AT: Oh yeah, he has such specific visions. He sits with his characters for like decades. So it’s really exciting to be able to play with something that’s marinated for so long. Faye is such a force of nature. The way that Mickey writes characters for women — these female protagonists — who are just so messy, relatable, and surprising. They’re all really lonely characters to play. There’s something really exciting about playing a character that’s lonely because everything is just driven with a really dim hope. To feel like Faye needs to put on this facade in order to get to the next thing, so she’s as soft as she is on the inside. It comes from this hardened way of surviving.
Courtesy of Missing Link Productions
DC: The whole film enters this haunting headspace when Blanche takes over. So much of her character goes unspoken for and is left open to interpretation, but what were you channeling in that moment when she has that confrontation with Faye?
MELORA WALTERS: I think that Blanche is in survival mode. It’s mostly men that come into the diner, and so it’s a sense of navigating that. In the end, it becomes a case where she is like, “How do I use this to get out? What do I have to do? I’ll do anything.”
DC: You tap into this feral energy that’s really powerful.
MW: I think she’s very much operating on a reptilian survival brain. An animal in the wild isn’t fearful, per se; it’s just an animal in the wild, and it needs to eat. And it’s not in a safe space, and it needs to get out; then it’ll do whatever is necessary. It kind of feels like Blanche works like that. Mickey, there was one film that you told me to watch for Blanche. It was that old black-and-white one about the woman who’s a prostitute.
MK: The Naked Kiss!
MW: Yeah, so The Naked Kiss is as human as Blanche gets. She knows she’s going into a situation where no one knows what she’s done or who he is, so she creates this thing, but underneath it all, she’s an animal.
DC: You really take over the second half of the film, and it’s such a terrifying turn. Are you excited to see how that plays with an audience and how that moment connects?
MK: It’s going to be exciting. We’ll see what happens. Maybe they’ll riot!
DC: Is this a universe that you’d be interested in returning to? It feels like there’s so much more that you could do here, even if it’s with completely different characters?
MK: 100% I expect that I’ll continue to make as many movies as I can before I keel over, and I would love to make more movies within this kind of world. And you’re right, who knows what can happen? Whoever makes it out of this one could go on to immediately rob a bank next. We’ll see what happens!
Angela, You’ve had such a rich, diverse career when it comes to your different horror performances. Is there anything that you haven’t done yet that you’d like to tackle?

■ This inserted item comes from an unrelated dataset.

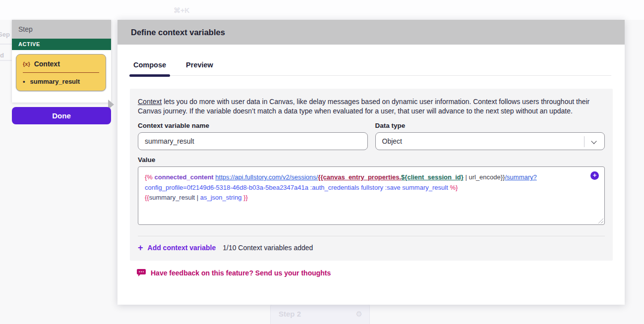  I want to click on variable-count-text: 1/10 Context variables added, so click(268, 248).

AT: I would love to be in a rom-com. I feel like the art of the rom-com is something that would be fun to live in. There’s a lot of physicality to the characters that I like to play. I hope to always be able to dance and move and embrace different kinds of characters. But that whole classic, “papers everywhere, oops, meet the love of your life” kind of thing would be really fun.

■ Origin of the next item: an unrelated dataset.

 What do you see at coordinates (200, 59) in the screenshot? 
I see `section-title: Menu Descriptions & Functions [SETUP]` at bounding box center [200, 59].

DC: Melora, are pulpy, hard-boiled crime capers a genre that you have a lot of affection towards? Was it a challenge to step into such a heightened, stylized universe?
MW: I just love it all. I love acting. I love it. I love becoming someone else and trying to become what the creator had in mind. I just, truly, love it.

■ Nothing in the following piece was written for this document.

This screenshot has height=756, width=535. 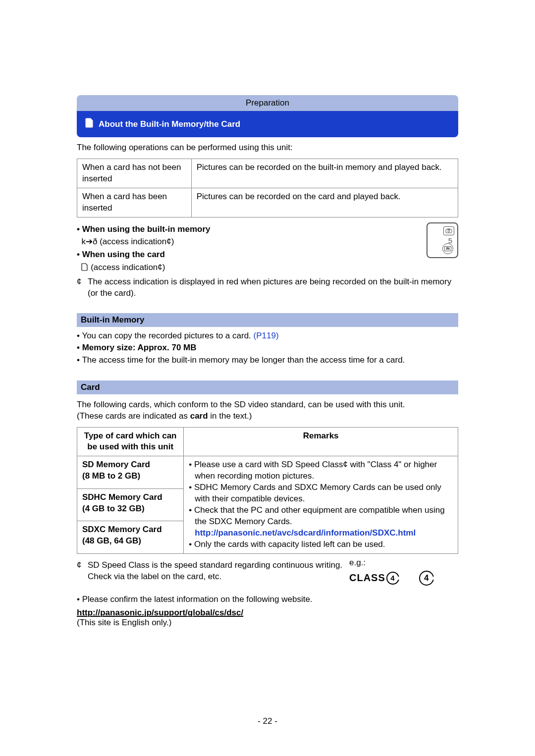 I want to click on card-type-cell: SD Memory Card (8 MB to 2 GB), so click(x=131, y=473).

Mickey, do you know what you’re working on next and is it a proper return to horror? Will you be back in that space soon?
MK: Yes. I think what’s next is either a book adaptation that I’m not allowed to reveal what it is yet or a good old-fashioned ’70s style disaster movie. Those are the two kinds of genres that I want to take on next. But yeah, I definitely expect to make as many horror movies as I possibly can.